What is WebMCP
WebMCP explained: a typed tool surface inside the browser tab that ends the screenshot-and-guess loop computer-use agents fall into.
Written by
Mack Chi
What is WebMCP
WebMCP is an MCP transport that runs inside the browser tab itself. A web page registers typed tools at load time and exposes them to whatever AI agent is driving the tab, replacing the screenshot-and-guess loop used by computer-use agents with a structured tool list. WebMCP is currently the most consequential MCP transport to land, because it directly attacks the dominant cost in agent-driven web automation: pixel interpretation.
For context, MCP is the protocol that lets an AI agent call typed tools. The local versus hosted distinction is covered in Remote MCP vs local MCP. WebMCP is a third option that sits in neither place — it lives inside the browser tab.
The 60-second WebMCP definition
A web app loads its JavaScript. Some of that JavaScript registers tools —
addExpense, filterByVendor, submitForReview — and exposes them through a standard MCP interface that the browser hands to whatever agent is driving the tab. The agent does not see pixels. It sees a tool list, with names, parameters, and return types, the same shape it already knows how to handle.That is WebMCP in one paragraph: MCP, but the server runs in the page itself.
Why WebMCP matters
The cheap way to drive a web app with an agent today is "computer use" — screenshots in, mouse coordinates out. It works. It is also a tax. The model has to interpret pixels every turn, and the screenshot is the single fattest thing in the context window. Production traces show the pixel-interpretation loop consuming roughly 40% of agent token budgets. A typed tool surface inside the tab is how those tokens come back.
There is a second cost that is harder to see in the bill: reliability. Pixels lie. A button moves three pixels, the model misses it, the run fails halfway through. Typed tools do not have that failure mode.
submitForReview({ expenseId }) either succeeds or returns a structured error. The agent reads the error and tries again. The recovery loop becomes deterministic, which is the part the user actually feels.What the page is doing
A WebMCP-enabled page registers tool definitions at load time, the same way a normal page registers event listeners. The page knows its own state — which expense is open, which vendor is filtered, who the logged-in user is — so the tool signatures can be narrow and specific. After a route change, the page re-registers the tools that now apply. The agent, which is already sitting in front of the tab, gets a fresh tool list without having to re-read the DOM.
The clever part: the app author writes the tools once, in the same codebase that already renders the UI, and every agent that visits the page inherits them.
Where WebMCP does not fit
WebMCP is a browser thing. If an agent is a backend job pulling Slack messages on a schedule, the tab is not running and the tools are not there — that is a job for a regular remote MCP server. Same for any flow with no human-driven session: headless scrapers, cron-style automations, CI bots. WebMCP only shines when there is a real tab open and an agent on the other side of it.
It also does not replace a backend auth model. The page still calls the API under the user's session. WebMCP is the part the agent sees; the security perimeter of the app stays exactly where it was yesterday.
The opinion
Web apps that expect agents to use them should expose existing client-side actions as WebMCP tools and abandon the idea that a model should ever have to look at the UI. The screenshot loop was a bridge. WebMCP is the road.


*Your assignment*
Wherever "Expansion" appears in a line of the listing, report that line.

*** Given data

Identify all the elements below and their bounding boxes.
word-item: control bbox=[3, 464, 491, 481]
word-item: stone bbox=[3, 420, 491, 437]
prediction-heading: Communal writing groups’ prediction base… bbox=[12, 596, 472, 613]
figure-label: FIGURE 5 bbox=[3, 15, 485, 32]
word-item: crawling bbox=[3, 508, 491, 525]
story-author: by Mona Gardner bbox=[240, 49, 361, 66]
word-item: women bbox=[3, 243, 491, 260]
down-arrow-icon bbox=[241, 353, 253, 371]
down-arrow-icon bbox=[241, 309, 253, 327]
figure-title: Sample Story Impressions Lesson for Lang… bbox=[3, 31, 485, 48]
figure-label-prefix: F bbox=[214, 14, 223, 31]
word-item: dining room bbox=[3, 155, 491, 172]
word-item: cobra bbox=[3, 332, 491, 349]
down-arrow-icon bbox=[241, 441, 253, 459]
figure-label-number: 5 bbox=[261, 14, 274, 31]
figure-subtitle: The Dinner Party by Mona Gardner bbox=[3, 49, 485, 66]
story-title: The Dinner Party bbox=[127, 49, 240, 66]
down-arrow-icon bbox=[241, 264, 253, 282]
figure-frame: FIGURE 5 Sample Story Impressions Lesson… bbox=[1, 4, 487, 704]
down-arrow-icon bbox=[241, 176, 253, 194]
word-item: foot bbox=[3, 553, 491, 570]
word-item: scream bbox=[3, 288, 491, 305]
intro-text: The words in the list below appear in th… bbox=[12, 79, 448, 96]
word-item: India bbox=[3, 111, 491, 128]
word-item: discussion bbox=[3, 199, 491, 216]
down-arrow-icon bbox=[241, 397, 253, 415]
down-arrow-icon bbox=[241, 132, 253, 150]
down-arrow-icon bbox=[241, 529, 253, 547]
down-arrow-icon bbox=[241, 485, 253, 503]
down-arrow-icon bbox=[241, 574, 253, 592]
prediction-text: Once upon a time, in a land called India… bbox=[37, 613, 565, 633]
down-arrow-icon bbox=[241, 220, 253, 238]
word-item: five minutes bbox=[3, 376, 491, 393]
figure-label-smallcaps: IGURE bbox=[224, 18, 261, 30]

******
*** Given data

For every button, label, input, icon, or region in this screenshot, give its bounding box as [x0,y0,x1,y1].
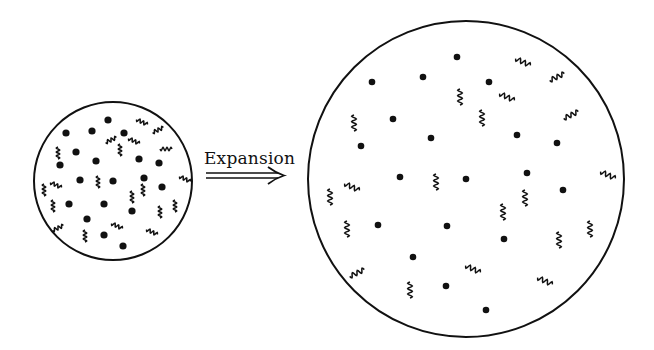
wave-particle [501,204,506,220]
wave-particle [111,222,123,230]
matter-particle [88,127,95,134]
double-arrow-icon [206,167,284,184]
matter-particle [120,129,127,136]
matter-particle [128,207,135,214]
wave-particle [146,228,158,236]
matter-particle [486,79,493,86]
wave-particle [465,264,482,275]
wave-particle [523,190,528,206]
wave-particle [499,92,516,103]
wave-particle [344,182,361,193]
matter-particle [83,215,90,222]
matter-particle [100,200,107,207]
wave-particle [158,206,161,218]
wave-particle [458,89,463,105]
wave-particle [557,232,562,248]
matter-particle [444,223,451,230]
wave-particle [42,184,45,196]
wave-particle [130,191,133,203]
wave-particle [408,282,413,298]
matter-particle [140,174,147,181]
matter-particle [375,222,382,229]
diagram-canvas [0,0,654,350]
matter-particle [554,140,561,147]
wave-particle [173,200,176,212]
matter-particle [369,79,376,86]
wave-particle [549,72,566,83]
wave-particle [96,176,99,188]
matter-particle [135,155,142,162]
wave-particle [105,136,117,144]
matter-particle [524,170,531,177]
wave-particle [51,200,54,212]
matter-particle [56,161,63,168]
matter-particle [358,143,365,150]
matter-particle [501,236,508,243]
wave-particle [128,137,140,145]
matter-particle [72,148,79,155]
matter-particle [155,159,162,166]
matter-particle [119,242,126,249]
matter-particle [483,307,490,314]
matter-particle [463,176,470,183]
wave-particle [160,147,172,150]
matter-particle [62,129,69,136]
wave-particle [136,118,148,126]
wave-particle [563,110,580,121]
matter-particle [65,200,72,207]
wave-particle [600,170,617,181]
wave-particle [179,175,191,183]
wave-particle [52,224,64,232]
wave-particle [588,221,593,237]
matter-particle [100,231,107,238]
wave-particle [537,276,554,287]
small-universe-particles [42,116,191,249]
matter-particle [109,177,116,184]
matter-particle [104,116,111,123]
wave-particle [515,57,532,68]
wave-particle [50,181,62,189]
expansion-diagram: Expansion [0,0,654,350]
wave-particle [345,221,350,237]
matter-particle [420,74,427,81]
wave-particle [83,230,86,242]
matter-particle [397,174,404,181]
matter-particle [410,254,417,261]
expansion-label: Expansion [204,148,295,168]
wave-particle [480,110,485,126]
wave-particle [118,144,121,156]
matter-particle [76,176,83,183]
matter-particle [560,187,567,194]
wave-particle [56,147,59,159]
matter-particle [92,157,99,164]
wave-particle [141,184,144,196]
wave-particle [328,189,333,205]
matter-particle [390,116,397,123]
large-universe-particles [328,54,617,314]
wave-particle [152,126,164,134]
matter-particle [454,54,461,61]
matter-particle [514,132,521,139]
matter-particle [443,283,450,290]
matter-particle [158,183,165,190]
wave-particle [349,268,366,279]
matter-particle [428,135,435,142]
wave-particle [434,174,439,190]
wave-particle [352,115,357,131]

******
*** Given data

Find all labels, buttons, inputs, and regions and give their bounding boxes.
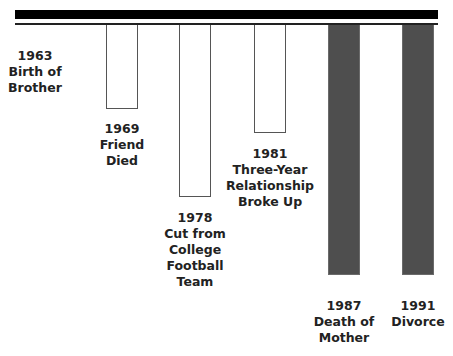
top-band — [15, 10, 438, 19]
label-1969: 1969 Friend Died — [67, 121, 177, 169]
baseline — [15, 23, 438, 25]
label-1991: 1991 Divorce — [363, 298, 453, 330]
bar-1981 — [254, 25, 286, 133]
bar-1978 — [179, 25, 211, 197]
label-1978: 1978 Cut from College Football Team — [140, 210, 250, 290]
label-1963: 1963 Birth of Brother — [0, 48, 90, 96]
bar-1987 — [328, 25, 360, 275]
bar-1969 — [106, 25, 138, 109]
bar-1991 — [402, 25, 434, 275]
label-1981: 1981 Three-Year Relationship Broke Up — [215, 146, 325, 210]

******

*Written reply*
expansion-diagram: Expansion [0,0,654,350]
expansion-label: Expansion [204,148,295,168]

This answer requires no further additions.